After the meeting, Robson wrote a three-page letter on March 2 to Eller responding to issues that they discussed at the meeting. The letter, which was sent out to the more than 200,000 NAHB members, created even more consternation among the big builders.
In the letter, a copy of which was obtained by Roll Call, Robson defended Howard and the NAHB’s lobbying effort on the stimulus bill.
“I am fully aware of your displeasure with the outcome of the Stimulus Bill as well as the actions of Jerry Howard and some of his top staff,— Robson wrote. “I, along with the rest of the NAHB leadership, am in full support of the actions taken by Jerry Howard and his lobbying team.
“They followed NAHB’s policy of trying to represent the entire Housing Industry,— he added.
Robson also attached a chronology of the NAHB’s engagement on the NOL issue written by Bill Kilmer, executive vice president for advocacy.
The chronology detailed the NAHB’s take on the lobbying effort, calling into question the big builders’ lobbying effort. It noted that the C2 Group “blatantly plagiarizes [an] NAHB analysis paper— and that more generally lobbyists for the big builders “resist NAHB efforts to craft the broadest NOL language for the home building industry.—
Robson further questioned the actions of K. Hovnanian CEO Ara Hovnanian and Lennar Corp. CEO Stuart Miller.
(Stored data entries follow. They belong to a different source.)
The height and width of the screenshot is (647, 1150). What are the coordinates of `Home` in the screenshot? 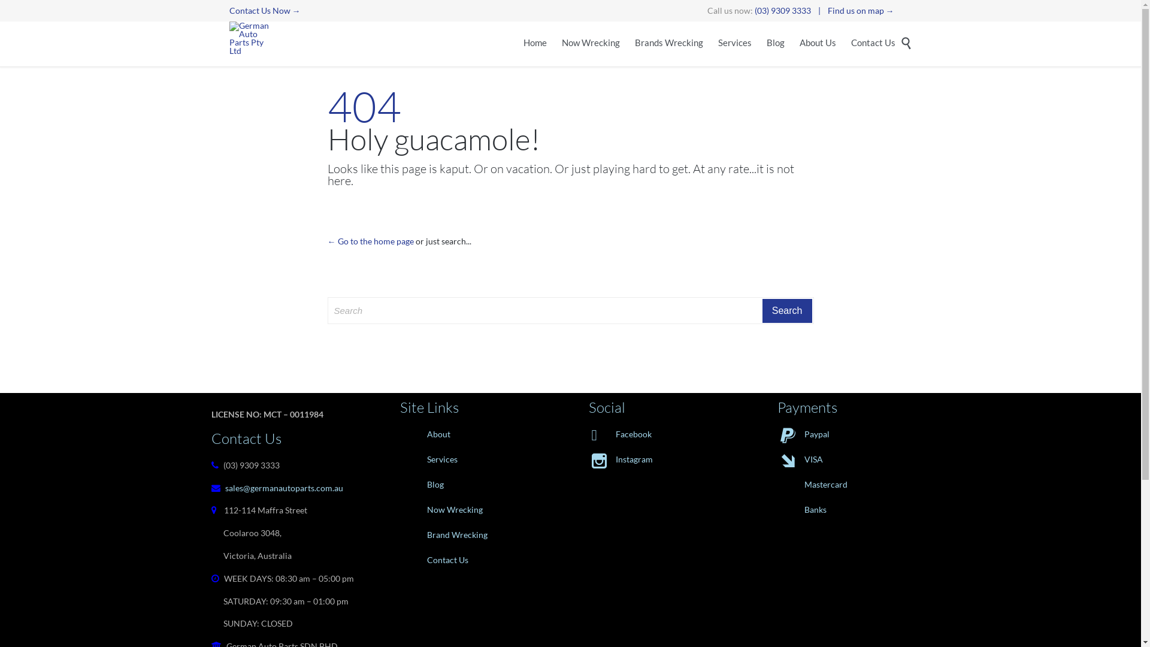 It's located at (535, 44).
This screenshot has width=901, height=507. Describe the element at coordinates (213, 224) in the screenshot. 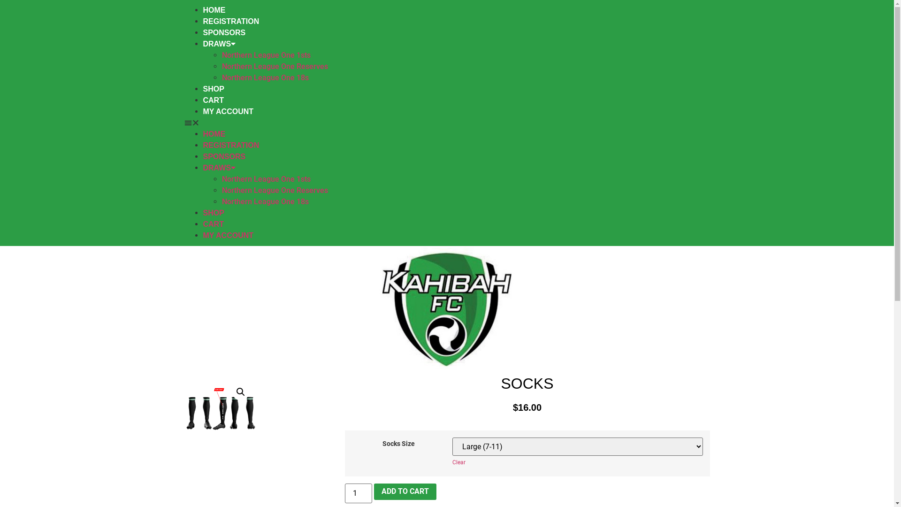

I see `CART` at that location.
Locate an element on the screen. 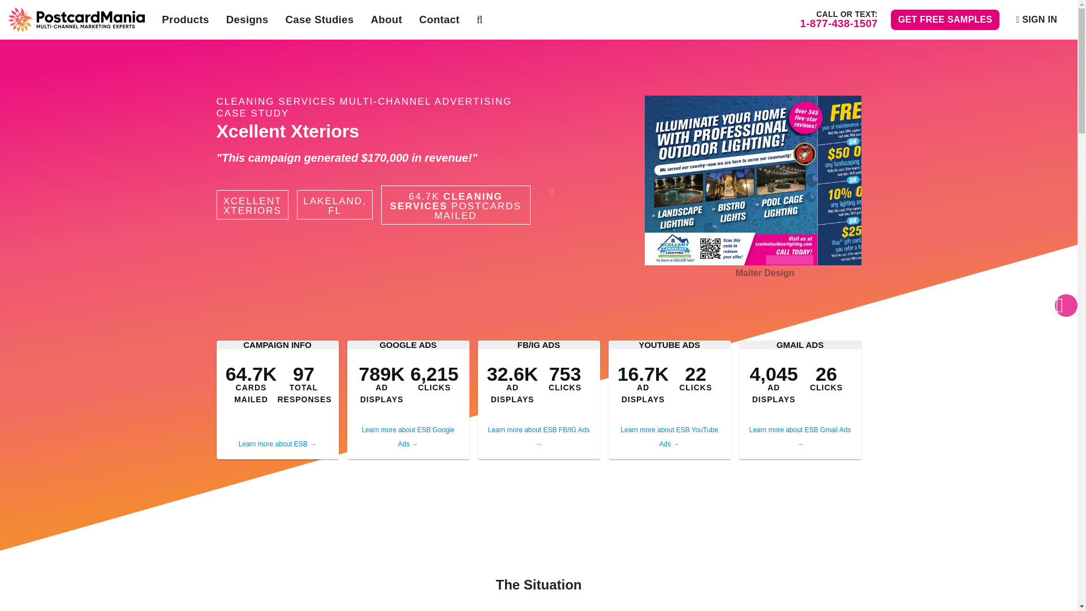 The height and width of the screenshot is (611, 1086). Case Studies is located at coordinates (320, 20).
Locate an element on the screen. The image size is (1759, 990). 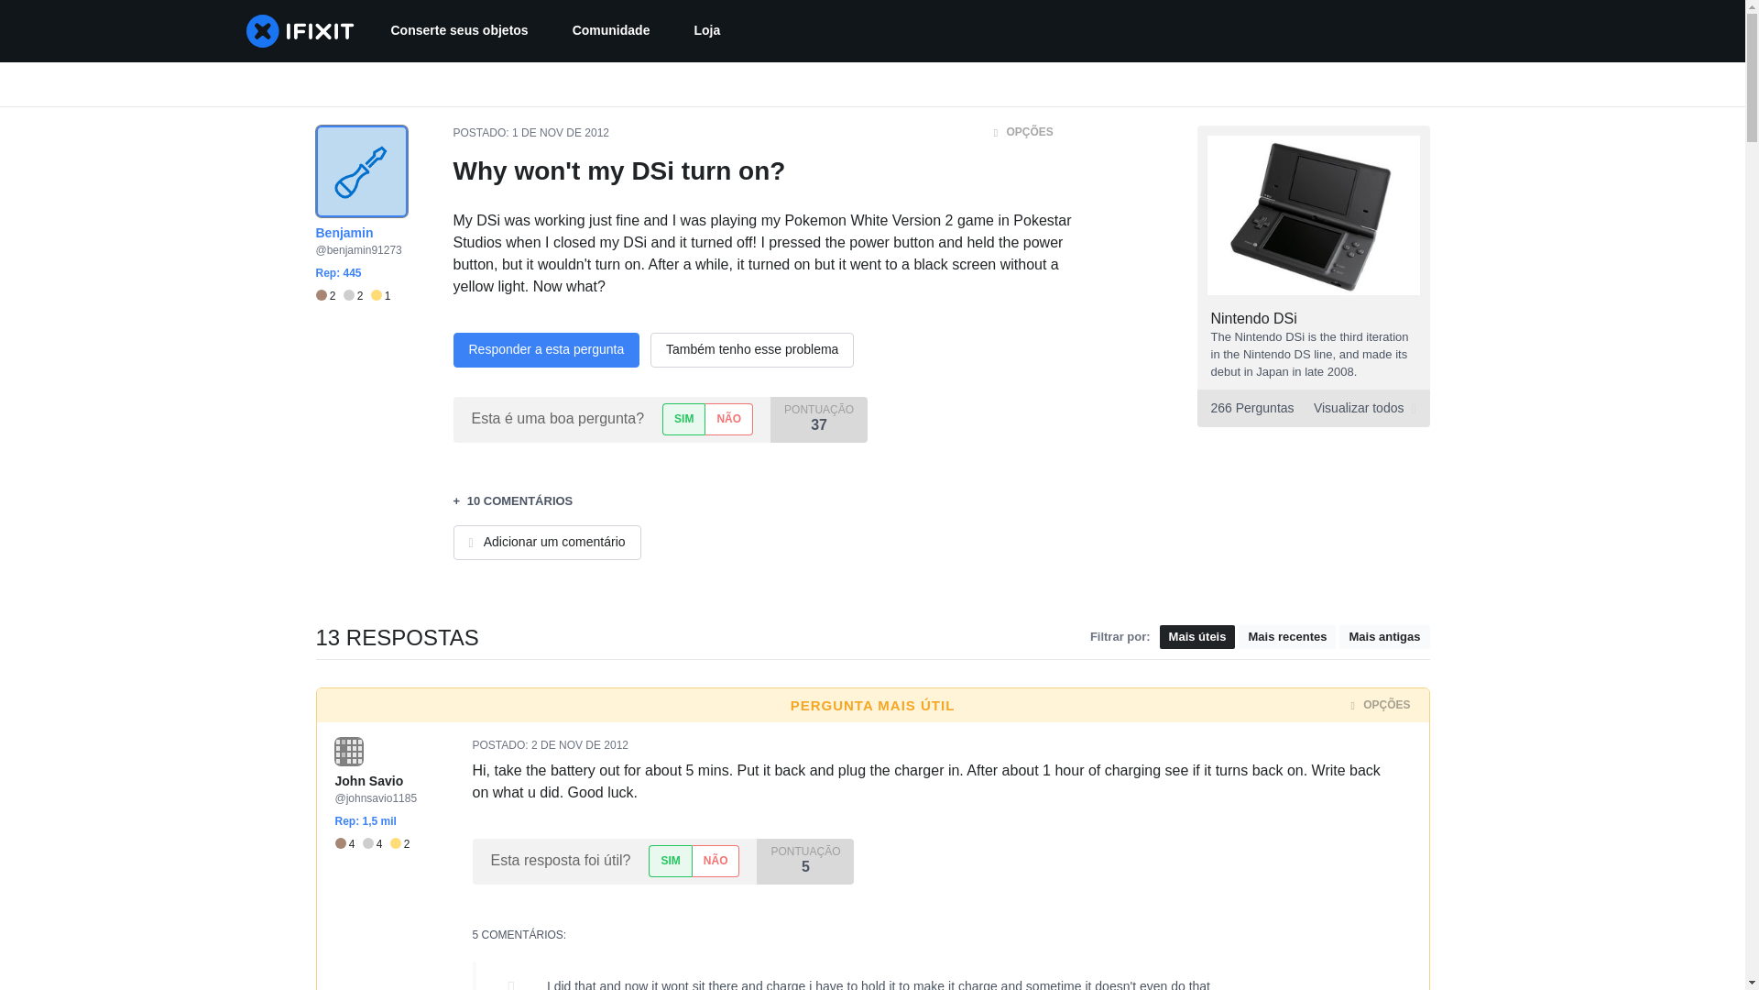
POSTADO: 1 DE NOV DE 2012 is located at coordinates (530, 133).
Hovnanian appeared on Fox Business News and CNBC, and Miller met with the National Association of Realtors about joining the Fix Housing First Coalition.
Miller “did not follow trade association protocol of not interfering in each other’s business and created a credibility and relations problem for NAHB leadership and staff with the NAR,— Robson wrote.
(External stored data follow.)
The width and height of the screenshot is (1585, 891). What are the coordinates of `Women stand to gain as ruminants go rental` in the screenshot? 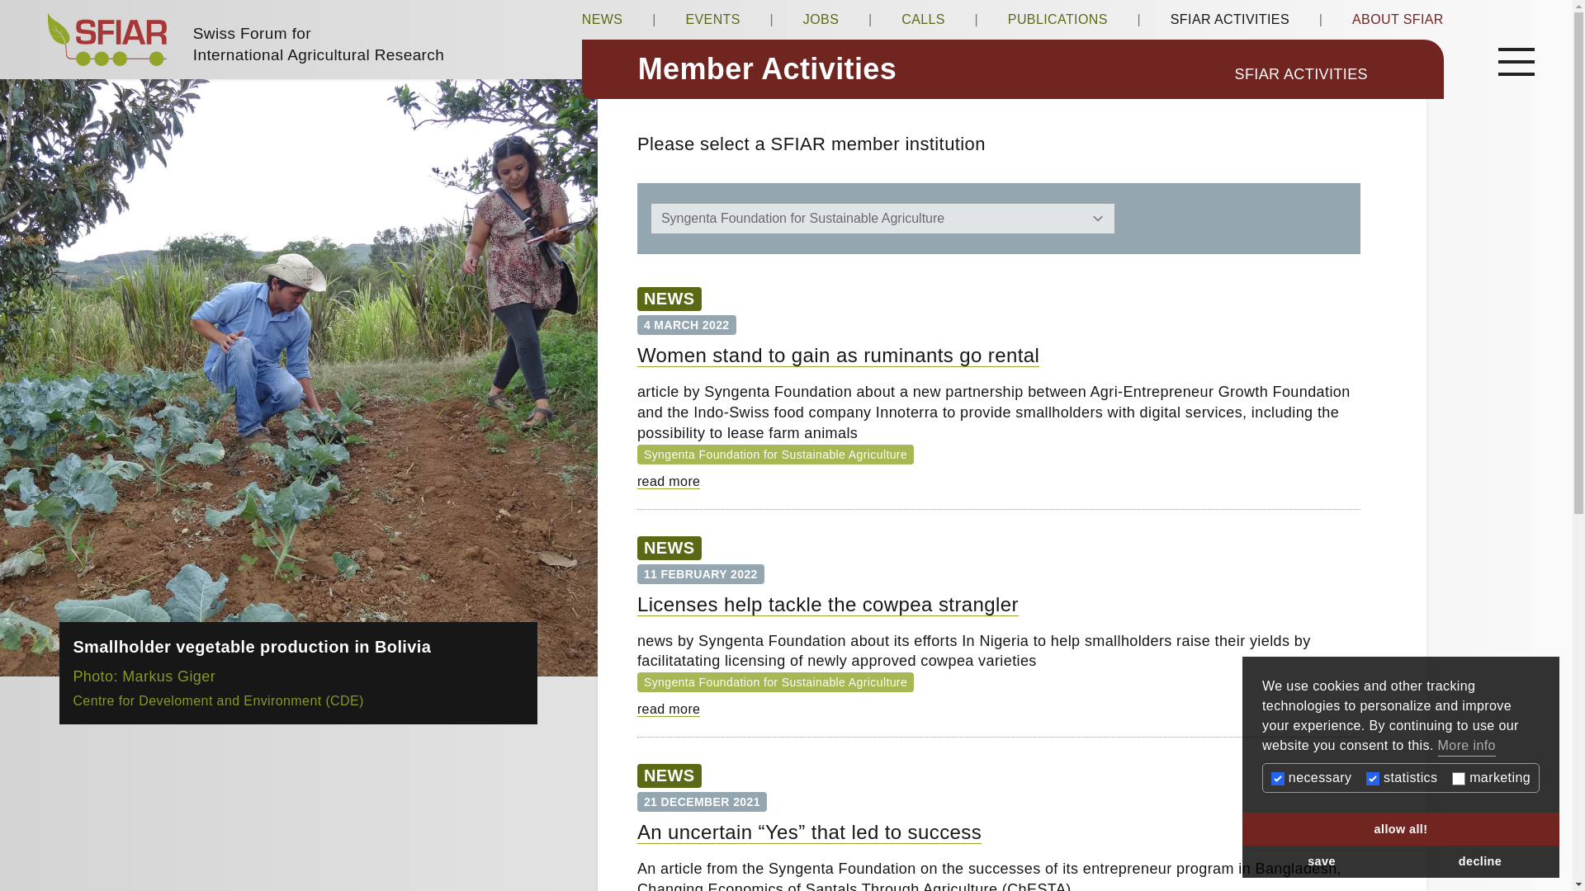 It's located at (669, 480).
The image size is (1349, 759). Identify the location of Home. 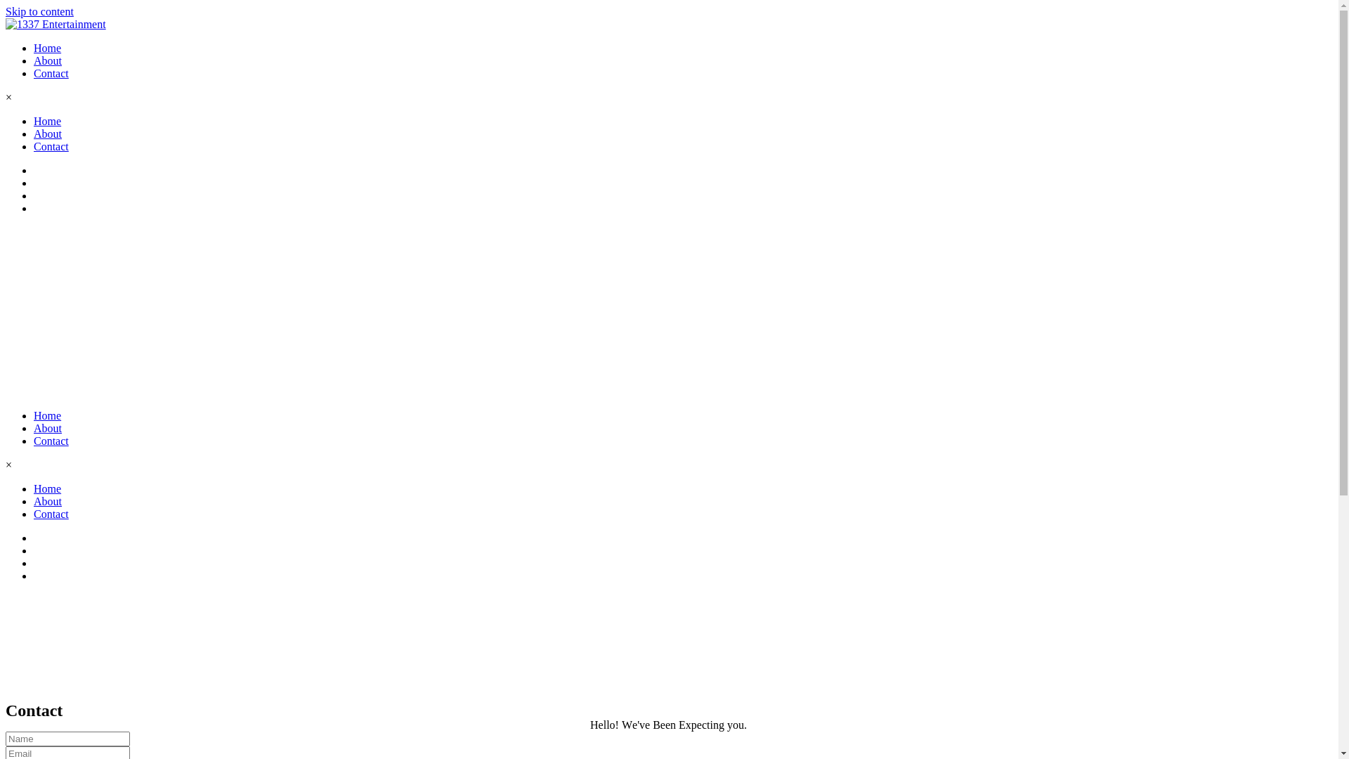
(48, 416).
C2 Group’s Crawford disputes NAHB’s allegation that his firm plagiarized the trade group’s lobbying materials.
“Their talking points were distributed as part of the broader industry effort,— Crawford said. “We were also told explicitly not to use NAHB’s name or letterhead with anything we did.—
NAHB lobbyists also attended the meetings, where the lobbying materials were presented to lawmakers and staff, Crawford said.
“At no time did C2 Group seek attribution for those materials,— Crawford said. “It’s highly inappropriate for them to develop talking points in defense of their current activities with respect to the NOL and difficulties with their members.—
Housing lobbyists say this is just the most recent issue that has landed Howard in hot water with the NAHB members.
In February 2008, the biggest homebuilders were not aware of the NAHB’s decision to temporarily cut off its political contributions to federal candidates.
The NAHB’s BUILD Political Action Committee Board of Trustees, which does not include any of the HPHBC members, approved the freeze, which was designed to call attention to the association’s frustration with what it thought was a meager response from Congress to assist in the housing crisis.
The NAHB restarted its PAC last May. It doled out $2.48 million in the 2008 election cycle, according to the Center for Responsive Politics.
Still, Howard has support among many of the members, despite his opposition to the NOL tax provision.
“That provision was very, very important, and our builders from small to large all agreed that the best interest of the industry would have been well-served by the inclusion of that provision,— Perkins said of high-priced housing markets like California.
Nonetheless, Perkins says his state association continues to support the NAHB.
“We are not a monolithic group, but as an overall group, we are onboard and singing from the same hymnal,— he said.